John Pilger on the tragedy of Afghanistan

Crucially, John Pilger places the present tragic Afghan situation in its historical context. The photo of young Afghan women in the 1970s is heartbreaking.

John begins:

As a tsunami of crocodile tears engulfs Western politicians, history is suppressed. More than a generation ago, Afghanistan won its freedom, which the United States, Britain and their “allies” destroyed.

In 1978, a liberation movement led by the People’s Democratic Party of Afghanistan (PDPA) overthrew the dictatorship of Mohammad Dawd, the cousin of King Zahir Shah. It was an immensely popular revolution that took the British and Americans by surprise.

Foreign journalists in Kabul, reported The New York Times, were surprised to find that “nearly every Afghan they interviewed said [they were] delighted with the coup.” The Wall Street Journal reported that “150,000 persons … marched to honor the new flag … the participants appeared genuinely enthusiastic.”

The Washington Post reported that “Afghan loyalty to the government can scarcely be questioned.” Secular, modernist and, to a considerable degree, socialist, the government declared a program of visionary reforms that included equal rights for women and minorities. Political prisoners were freed and police files publicly burned.

Under the monarchy, life expectancy was 35; 1-in-3 children died in infancy. Ninety percent of the population was illiterate. The new government introduced free medical care. A mass literacy campaign was launched.

For women, the gains had no precedent; by the late 1980s, half the university students were women, and women made up 40 percent of Afghanistan’s doctors, 70 percent of its teachers and 30 percent of its civil servants.

Women at university in Afghanistan in the 1970s. (Amnesty International U.K.)

Read John Pilger’s revealing expose of imperialist ambition and hypocrisy. in full

https://consortiumnews.com/2021/08/24/john-pilger-the-great-game-of-smashing-nations/

Subscribe too to https://consortiumnews.com/

John Pilger’s 2003 film, Breaking the Silence, about the “war on terror” is available to view here.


Set down the records below in full, exactly as they read.
** Opening RECORDS PROVIDED block **
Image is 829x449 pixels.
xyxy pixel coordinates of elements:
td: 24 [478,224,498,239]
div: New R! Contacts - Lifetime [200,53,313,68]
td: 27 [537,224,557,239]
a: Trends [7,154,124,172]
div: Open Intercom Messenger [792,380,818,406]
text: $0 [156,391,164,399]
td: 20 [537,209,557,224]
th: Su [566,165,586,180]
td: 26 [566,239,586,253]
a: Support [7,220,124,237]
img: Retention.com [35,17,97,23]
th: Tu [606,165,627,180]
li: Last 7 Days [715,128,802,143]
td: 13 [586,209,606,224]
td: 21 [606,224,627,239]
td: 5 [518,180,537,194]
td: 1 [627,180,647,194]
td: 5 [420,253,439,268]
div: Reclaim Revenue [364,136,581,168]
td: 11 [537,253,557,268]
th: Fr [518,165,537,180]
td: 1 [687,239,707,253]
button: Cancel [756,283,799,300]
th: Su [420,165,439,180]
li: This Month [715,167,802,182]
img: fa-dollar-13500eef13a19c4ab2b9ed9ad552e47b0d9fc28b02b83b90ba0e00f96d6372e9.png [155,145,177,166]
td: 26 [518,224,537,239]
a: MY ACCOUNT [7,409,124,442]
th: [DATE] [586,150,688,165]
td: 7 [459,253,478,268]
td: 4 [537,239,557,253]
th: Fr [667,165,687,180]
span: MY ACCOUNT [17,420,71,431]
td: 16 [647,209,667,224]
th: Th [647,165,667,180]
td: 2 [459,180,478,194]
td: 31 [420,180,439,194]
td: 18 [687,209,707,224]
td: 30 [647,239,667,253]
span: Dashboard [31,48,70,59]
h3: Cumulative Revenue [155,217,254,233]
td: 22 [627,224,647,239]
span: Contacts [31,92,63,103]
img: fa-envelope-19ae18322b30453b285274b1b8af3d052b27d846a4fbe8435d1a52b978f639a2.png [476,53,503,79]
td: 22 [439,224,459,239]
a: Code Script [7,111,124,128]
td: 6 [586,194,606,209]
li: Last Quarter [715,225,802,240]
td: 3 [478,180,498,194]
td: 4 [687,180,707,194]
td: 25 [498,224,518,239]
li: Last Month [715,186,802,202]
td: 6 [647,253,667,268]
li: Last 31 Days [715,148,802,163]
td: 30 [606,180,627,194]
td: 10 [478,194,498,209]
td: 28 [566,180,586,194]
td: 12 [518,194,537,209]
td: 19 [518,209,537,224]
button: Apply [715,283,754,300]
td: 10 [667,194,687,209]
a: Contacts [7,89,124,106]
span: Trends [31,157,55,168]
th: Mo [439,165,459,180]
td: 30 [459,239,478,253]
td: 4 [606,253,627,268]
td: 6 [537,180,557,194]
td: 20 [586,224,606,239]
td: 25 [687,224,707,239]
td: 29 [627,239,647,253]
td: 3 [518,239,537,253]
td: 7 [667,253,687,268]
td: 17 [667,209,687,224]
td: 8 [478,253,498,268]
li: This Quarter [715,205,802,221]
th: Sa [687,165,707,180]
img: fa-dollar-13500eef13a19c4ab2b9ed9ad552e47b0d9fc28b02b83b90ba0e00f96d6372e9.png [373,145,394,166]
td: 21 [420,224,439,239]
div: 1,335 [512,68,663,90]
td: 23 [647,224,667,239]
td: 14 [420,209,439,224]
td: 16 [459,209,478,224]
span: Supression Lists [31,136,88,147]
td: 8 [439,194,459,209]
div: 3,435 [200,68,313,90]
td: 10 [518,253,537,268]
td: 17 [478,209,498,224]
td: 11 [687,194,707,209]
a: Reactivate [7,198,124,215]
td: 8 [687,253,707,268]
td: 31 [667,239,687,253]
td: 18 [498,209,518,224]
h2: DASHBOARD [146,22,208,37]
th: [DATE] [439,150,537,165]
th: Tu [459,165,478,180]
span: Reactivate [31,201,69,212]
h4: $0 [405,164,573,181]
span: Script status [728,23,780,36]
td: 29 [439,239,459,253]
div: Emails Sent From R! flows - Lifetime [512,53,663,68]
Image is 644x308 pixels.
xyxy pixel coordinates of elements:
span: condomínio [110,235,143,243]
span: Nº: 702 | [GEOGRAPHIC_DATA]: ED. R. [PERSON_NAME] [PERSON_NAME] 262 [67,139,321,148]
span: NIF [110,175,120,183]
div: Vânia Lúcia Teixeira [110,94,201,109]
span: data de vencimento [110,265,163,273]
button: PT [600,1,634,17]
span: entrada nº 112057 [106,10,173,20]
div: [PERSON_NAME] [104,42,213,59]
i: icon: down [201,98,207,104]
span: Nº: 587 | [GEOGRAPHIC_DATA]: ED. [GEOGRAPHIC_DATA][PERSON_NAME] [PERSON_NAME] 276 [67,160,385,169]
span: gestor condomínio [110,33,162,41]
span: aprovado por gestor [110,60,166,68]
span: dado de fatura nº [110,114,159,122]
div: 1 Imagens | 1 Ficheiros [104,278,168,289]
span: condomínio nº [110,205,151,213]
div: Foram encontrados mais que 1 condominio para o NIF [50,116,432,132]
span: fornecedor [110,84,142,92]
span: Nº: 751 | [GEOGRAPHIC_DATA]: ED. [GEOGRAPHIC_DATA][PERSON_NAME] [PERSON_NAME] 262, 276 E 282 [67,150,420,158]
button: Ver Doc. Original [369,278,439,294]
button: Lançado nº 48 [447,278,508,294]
** Closing RECORDS PROVIDED block **
RESULT:
Image is 829x449 pixels.
xyxy pixel coordinates of elements:
td: 24 [478,224,498,239]
div: New R! Contacts - Lifetime [200,53,313,68]
td: 27 [537,224,557,239]
a: Trends [7,154,124,172]
div: Open Intercom Messenger [792,380,818,406]
text: $0 [156,391,164,399]
td: 20 [537,209,557,224]
th: Su [566,165,586,180]
td: 26 [566,239,586,253]
a: Support [7,220,124,237]
img: Retention.com [35,17,97,23]
th: Tu [606,165,627,180]
li: Last 7 Days [715,128,802,143]
td: 13 [586,209,606,224]
td: 21 [606,224,627,239]
td: 5 [518,180,537,194]
td: 1 [627,180,647,194]
td: 5 [420,253,439,268]
div: Reclaim Revenue [364,136,581,168]
td: 11 [537,253,557,268]
th: Fr [518,165,537,180]
td: 1 [687,239,707,253]
button: Cancel [756,283,799,300]
th: Su [420,165,439,180]
li: This Month [715,167,802,182]
img: fa-dollar-13500eef13a19c4ab2b9ed9ad552e47b0d9fc28b02b83b90ba0e00f96d6372e9.png [155,145,177,166]
td: 26 [518,224,537,239]
a: MY ACCOUNT [7,409,124,442]
th: [DATE] [586,150,688,165]
td: 7 [459,253,478,268]
td: 4 [537,239,557,253]
th: Fr [667,165,687,180]
span: MY ACCOUNT [17,420,71,431]
td: 16 [647,209,667,224]
th: Th [647,165,667,180]
td: 2 [459,180,478,194]
td: 31 [420,180,439,194]
td: 18 [687,209,707,224]
td: 30 [647,239,667,253]
span: Dashboard [31,48,70,59]
h3: Cumulative Revenue [155,217,254,233]
td: 22 [627,224,647,239]
span: Contacts [31,92,63,103]
img: fa-envelope-19ae18322b30453b285274b1b8af3d052b27d846a4fbe8435d1a52b978f639a2.png [476,53,503,79]
td: 22 [439,224,459,239]
a: Code Script [7,111,124,128]
td: 6 [586,194,606,209]
li: Last Quarter [715,225,802,240]
td: 3 [478,180,498,194]
td: 4 [687,180,707,194]
td: 25 [498,224,518,239]
li: Last Month [715,186,802,202]
td: 6 [647,253,667,268]
li: Last 31 Days [715,148,802,163]
td: 30 [606,180,627,194]
td: 10 [478,194,498,209]
td: 28 [566,180,586,194]
td: 12 [518,194,537,209]
td: 19 [518,209,537,224]
button: Apply [715,283,754,300]
td: 10 [667,194,687,209]
a: Contacts [7,89,124,106]
span: Trends [31,157,55,168]
th: Mo [439,165,459,180]
td: 30 [459,239,478,253]
td: 4 [606,253,627,268]
td: 6 [537,180,557,194]
td: 20 [586,224,606,239]
td: 25 [687,224,707,239]
td: 29 [627,239,647,253]
td: 3 [518,239,537,253]
td: 7 [667,253,687,268]
td: 17 [667,209,687,224]
td: 8 [478,253,498,268]
li: This Quarter [715,205,802,221]
th: Sa [687,165,707,180]
img: fa-dollar-13500eef13a19c4ab2b9ed9ad552e47b0d9fc28b02b83b90ba0e00f96d6372e9.png [373,145,394,166]
td: 21 [420,224,439,239]
div: 1,335 [512,68,663,90]
td: 23 [647,224,667,239]
td: 14 [420,209,439,224]
td: 16 [459,209,478,224]
span: Supression Lists [31,136,88,147]
td: 8 [439,194,459,209]
div: 3,435 [200,68,313,90]
td: 10 [518,253,537,268]
td: 17 [478,209,498,224]
td: 11 [687,194,707,209]
a: Reactivate [7,198,124,215]
td: 8 [687,253,707,268]
td: 31 [667,239,687,253]
td: 18 [498,209,518,224]
h2: DASHBOARD [146,22,208,37]
th: [DATE] [439,150,537,165]
th: Tu [459,165,478,180]
span: Reactivate [31,201,69,212]
h4: $0 [405,164,573,181]
span: Script status [728,23,780,36]
td: 29 [439,239,459,253]
div: Emails Sent From R! flows - Lifetime [512,53,663,68]
Image is 644x308 pixels.
xyxy pixel coordinates of elements:
span: condomínio [110,235,143,243]
span: Nº: 702 | [GEOGRAPHIC_DATA]: ED. R. [PERSON_NAME] [PERSON_NAME] 262 [67,139,321,148]
span: NIF [110,175,120,183]
div: Vânia Lúcia Teixeira [110,94,201,109]
span: data de vencimento [110,265,163,273]
button: PT [600,1,634,17]
span: entrada nº 112057 [106,10,173,20]
div: [PERSON_NAME] [104,42,213,59]
i: icon: down [201,98,207,104]
span: Nº: 587 | [GEOGRAPHIC_DATA]: ED. [GEOGRAPHIC_DATA][PERSON_NAME] [PERSON_NAME] 276 [67,160,385,169]
span: gestor condomínio [110,33,162,41]
span: aprovado por gestor [110,60,166,68]
span: dado de fatura nº [110,114,159,122]
div: 1 Imagens | 1 Ficheiros [104,278,168,289]
span: condomínio nº [110,205,151,213]
div: Foram encontrados mais que 1 condominio para o NIF [50,116,432,132]
span: fornecedor [110,84,142,92]
span: Nº: 751 | [GEOGRAPHIC_DATA]: ED. [GEOGRAPHIC_DATA][PERSON_NAME] [PERSON_NAME] 262, 276 E 282 [67,150,420,158]
button: Ver Doc. Original [369,278,439,294]
button: Lançado nº 48 [447,278,508,294]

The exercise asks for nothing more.